Weapons Cuts In 2015 Budget Leave Soldiers, Marines At Risk by Loren Thompson, Forbes
When the Obama Administration sends its proposed 2015 defense budget to Congress on March 4, two high-profile armored vehicle programs will be missing in action. A new Amphibious Combat Vehicle to get marines safely from ship to shore in future conflicts has been indefinitely delayed. And a new Army Ground Combat Vehicle designed to provide better battlefield mobility and protection for a nine-soldier rifle squad has also been shelved. Both moves make it more likely that large numbers of U.S. ground forces will die in future wars. What happened?
What happened was spending cuts mandated by the 2011 Budget Control Act, combined with the unwillingness of Congress to permit trims to activities that might have an impact on constituents. The budget law has capped defense spending while congressional efforts to insulate voters have prevented policymakers from closing unneeded bases, retiring aged weapons, or altering military benefits. So a disproportionate share of the savings required to comply with the spending caps is coming out of what the military calls “modernization,” meaning investments in new technology…
Comments
Maybe we could save a few dollars by not buying MRAP's (and all the other stuff)and giving them away to local police departments, who take them because hey why not it's free.
Smart stewardship, along with wise use of defense dollars would more than make up the savings.
Maybe you all can help me. What city/state has the biggest IED problem? Can anyone tell me where I can read about fire team/squad/platoon sized police units being ambushed here in the US?
Yes we will have a need for armored vehicles now and into the future. But a rifle squads mobility could be improved with a mere $100,000 in ATV's.
There are always considerations to buy American; it does create jobs. That aside, there likely is no one size fits all platform with regard to existing technology that satisfies the Corps' requirements for a vehicle large enough, capable of skimming fast (ability to hydroplane) from over the horizon onto the beach, and once ashore, becoming a survivable light armored fighting vehicle able of continued movement into the hinterland?
At some point, again as the previous Expeditionary Fighting Vehicle program demonstrated, good stewardship of the tax payers' money necessitates recognizing when something becomes sunk cost and just is not doable for the time being.
However, all is not lost: the Corps stands to get a number of blocks of new V-22 Ospreys and might want to look toward innovative concepts with the existing Landing Craft Air Cushion . . . Not ideal, but one needs to fall back on economy in management from time-to-time and find solutions through innovating in lieu of technology being readily or affordably available.
Articles like this need to be kept in perspective. As an example: the Marine Corps' replacement for their current aging amphibious assault vehicle has more to do with a lack of significant breakthrough in technology than it would have were funding available, as the Corps' previously cancelled Expeditionary Fighting Vehicle demonstrated.
My belief is although the Corps knows what it wants, it recognizes that isn't currently available and my former gun club would be hard pressed to justify anything more than continued R&D funding going forward unfortunately.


- [PROBLEM REQUIREMENTS] Take the data below. Output it exactly from its first line through the line containing "Image is 623x540 pixels.".

- [DATA SHOWN]
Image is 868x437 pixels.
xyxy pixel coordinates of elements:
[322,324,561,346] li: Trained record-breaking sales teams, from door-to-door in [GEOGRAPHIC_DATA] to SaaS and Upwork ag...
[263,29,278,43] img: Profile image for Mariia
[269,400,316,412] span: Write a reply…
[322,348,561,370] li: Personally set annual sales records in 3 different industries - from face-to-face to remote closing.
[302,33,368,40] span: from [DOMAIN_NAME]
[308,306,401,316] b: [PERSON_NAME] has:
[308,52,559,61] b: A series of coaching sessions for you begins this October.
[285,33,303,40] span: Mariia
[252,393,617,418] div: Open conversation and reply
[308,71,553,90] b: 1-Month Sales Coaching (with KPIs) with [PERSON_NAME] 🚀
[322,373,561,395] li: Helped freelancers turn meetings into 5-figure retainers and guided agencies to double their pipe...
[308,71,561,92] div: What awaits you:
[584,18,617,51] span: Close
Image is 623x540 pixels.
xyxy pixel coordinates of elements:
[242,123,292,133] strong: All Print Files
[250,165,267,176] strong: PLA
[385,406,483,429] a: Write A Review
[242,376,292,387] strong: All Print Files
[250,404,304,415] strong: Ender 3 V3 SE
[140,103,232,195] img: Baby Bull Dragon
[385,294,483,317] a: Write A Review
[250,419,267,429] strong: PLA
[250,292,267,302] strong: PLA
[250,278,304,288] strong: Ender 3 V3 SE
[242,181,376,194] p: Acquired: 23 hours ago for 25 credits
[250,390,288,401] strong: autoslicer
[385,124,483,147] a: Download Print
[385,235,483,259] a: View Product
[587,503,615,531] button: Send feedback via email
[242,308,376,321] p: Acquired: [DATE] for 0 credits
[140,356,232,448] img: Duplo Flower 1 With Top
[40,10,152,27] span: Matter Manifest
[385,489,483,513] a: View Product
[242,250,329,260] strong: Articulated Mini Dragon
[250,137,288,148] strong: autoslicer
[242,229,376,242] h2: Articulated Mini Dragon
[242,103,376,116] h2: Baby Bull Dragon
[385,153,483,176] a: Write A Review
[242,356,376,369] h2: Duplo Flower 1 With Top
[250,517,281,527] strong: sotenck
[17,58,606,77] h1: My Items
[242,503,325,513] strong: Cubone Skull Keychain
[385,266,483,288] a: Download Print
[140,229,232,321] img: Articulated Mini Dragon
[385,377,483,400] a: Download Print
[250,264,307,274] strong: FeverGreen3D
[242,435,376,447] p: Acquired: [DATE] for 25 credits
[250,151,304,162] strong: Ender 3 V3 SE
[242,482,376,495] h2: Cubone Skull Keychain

- [EXERCISE RESPONSE]
Image is 868x437 pixels.
xyxy pixel coordinates of elements:
[322,324,561,346] li: Trained record-breaking sales teams, from door-to-door in [GEOGRAPHIC_DATA] to SaaS and Upwork ag...
[263,29,278,43] img: Profile image for Mariia
[269,400,316,412] span: Write a reply…
[322,348,561,370] li: Personally set annual sales records in 3 different industries - from face-to-face to remote closing.
[302,33,368,40] span: from [DOMAIN_NAME]
[308,306,401,316] b: [PERSON_NAME] has:
[308,52,559,61] b: A series of coaching sessions for you begins this October.
[285,33,303,40] span: Mariia
[252,393,617,418] div: Open conversation and reply
[308,71,553,90] b: 1-Month Sales Coaching (with KPIs) with [PERSON_NAME] 🚀
[322,373,561,395] li: Helped freelancers turn meetings into 5-figure retainers and guided agencies to double their pipe...
[308,71,561,92] div: What awaits you:
[584,18,617,51] span: Close
Image is 623x540 pixels.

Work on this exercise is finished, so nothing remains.